Anthony Carnevale on STEM and Jobs

Anthony P. Carnevale

Anthony Carnevale, an economist who is director of the Georgetown University Center on Education and the Workforce, has been one of the most outspoken advocates for changing the education system to produce more graduates with skills in science, technology, engineering and mathematics (known as the STEM fields). He and his colleagues at the center produced an influential 2011 report showing that the United States needs to do more than produce an elite corps of STEM workers — it needs to raise those skills in the vast majority of students. More than a third of all STEM jobs by 2018 will be for those with less than a bachelor’s degree, the report found, raising the importance of high school engagement, community colleges and two-year associate degrees.

He spoke recently with David Firestone of The New York Times editorial board about how the country should address these needs.

How do you explain the mismatch between the high demand for skilled science and technical graduates and the low number of qualified applicants for those kinds of jobs?

Q&A: Anthony P. Carnevale
By DAVID FIRESTONE
Published: December 6, 2013, NYTIMES
LINK

One of the big reasons is that the curriculum itself is off-putting. For the most part, it’s a very difficult curriculum. It requires more hours of work. There are labs as well as classes. You’ll spend less time going to the football game because you’ll be in a lab somewhere. So the time-on-task in STEM is huge. And not so in other fields and disciplines. There’s less homework in English and business.

But business and health care often pay more than STEM fields, and they’re more socially engaging. So young people, from an economic and social perspective, are making rational choices not to go into STEM.

What can elementary and high schools do to make those kinds of courses more engaging and attractive to kids who are turned off?

Since 1983 we have emphasized abstract academic curriculums in teaching science and math, especially math. But we know, from studying brain function, that more applied and practical teaching works better and attracts people more. The whole movement toward high standards in science and math has become too much of a good thing.

Don’t get me wrong, it’s a good thing to raise standards in math and try to make everybody reach them. But not when you only have one pathway, which in the case of math and science is to move people through a hierarchy of abstraction. Every course every year gets more and more abstract. It has no real connection to the world.

People in general, and young people in particular, who feel isolated from the rest of the world, need that connection. Doing it the right way is also more expensive. If you’re really going to have applied curriculums with experiences attached to them, it’s more expensive. It includes internships, better labs, better teachers.

In case of both the students and teachers, we know these abstract methods leave them knowing a fair amount, but there’s not much evidence they understand what they know. This includes the teachers.
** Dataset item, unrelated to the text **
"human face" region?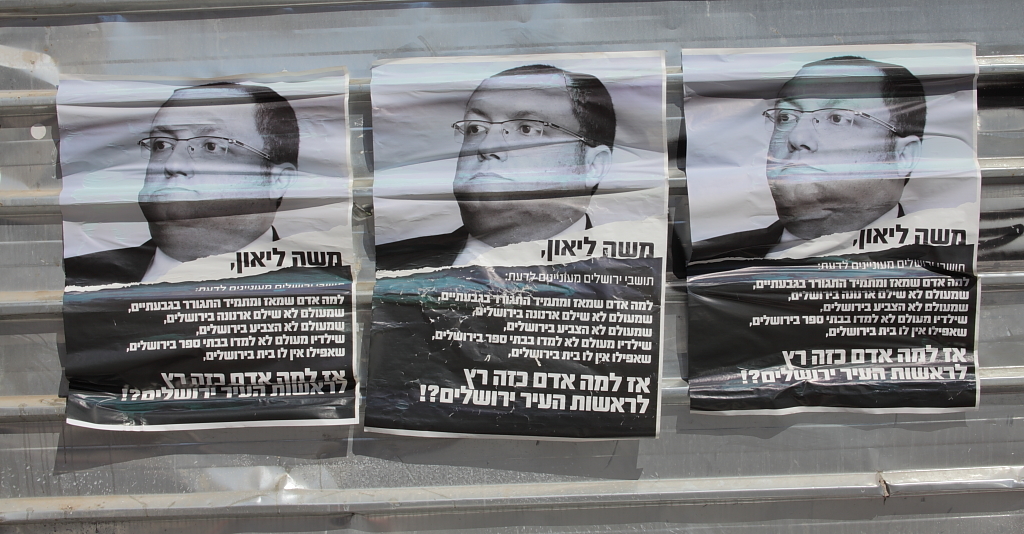
{"left": 451, "top": 73, "right": 588, "bottom": 212}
If you ask them to apply what they know, give them a problem to solve, where there’s lots of choices about different methods and applications of science and math, they don’t know how to proceed. If you give them a mathematical operation to solve, they’ll do quite well. The SAT and ACT have known this for years. If I give you a quadratic equation, you’ll solve it. If I give you a problem to solve that requires you use a quadratic equation, you won’t.

From what you’ve seen of the new Common Core standards, do you think they move in the direction of more abstraction or more application?
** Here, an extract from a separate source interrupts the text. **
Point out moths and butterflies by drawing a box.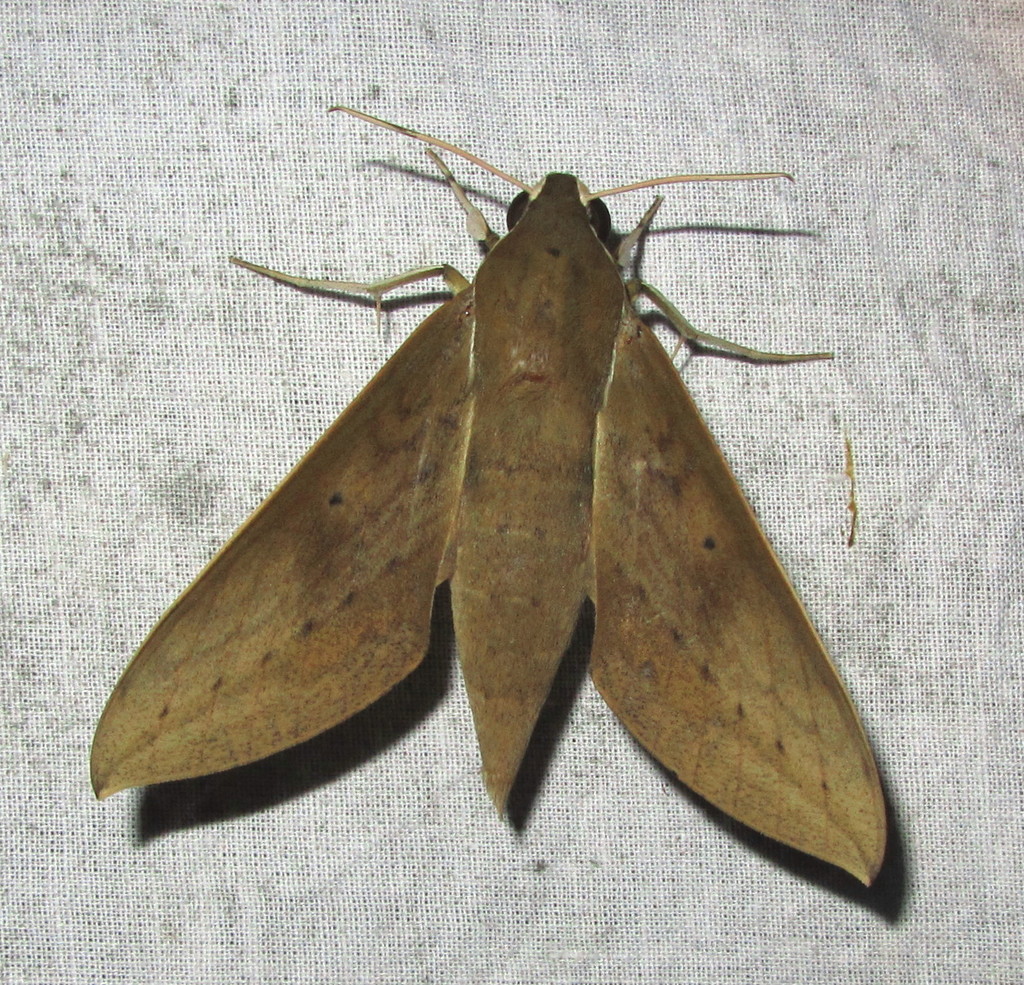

In theory they do move more toward applied learning, but in practice I’m worried they won’t. I’m all for higher standards and I’m all for national standards, especially in math. But my problem is, given that we’re so deeply invested since 1983 in these abstract curriculums, that single-curriculum pathway may be enshrined in stone before we’re done.

In theory, the Common Core says, we just want you to be able to do a certain set of things, we don’t care how you learn it. But when I look at the assessments, basically it looks like very academic kinds of learning goals to me. So I have a worry about it. I’m sort of what you might call a friendly dissenter on Common Core. I’m not opposed to it. I just think we’re missing an opportunity to build one more pathway. In a society that’s rich, where education is as important as it is, there needs to be more than one pathway.

One of those new pathways is what’s been called career and technical education (C.T.E.), where high school students learn more of the skills they’ll need for specific jobs, even working with mentors from industry. I assume you’d applaud the growing interest in that?

Yes. This isn’t the same as the vocational education of the ‘70s and ‘80s, most of which has been drummed out of the curriculum because it put all the females in home ec, and all the boys in the construction trades. What we’re talking about nowadays is an integration of career and tech education and high educational standards. But it really takes money and talent to make that happen. It requires a different kind of teacher, a different kind of curriculum, different equipment. C.T.E. is still the red-headed, illegitimate child at the family reunion in many ways. The path from high school to Harvard is still the one we all honor more, and that is a very academic pathway.

How do you prevent it from becoming a ghettoized path, the place where teachers shunt minority students into, and then ignore them?

This isn’t a path away from college, this is simply another way to get there, and it will still make intense demands on the education system to get them there.

1 comment:

  1. In a society that is rich, where education is as important as it is, there needs to be more than one pathway.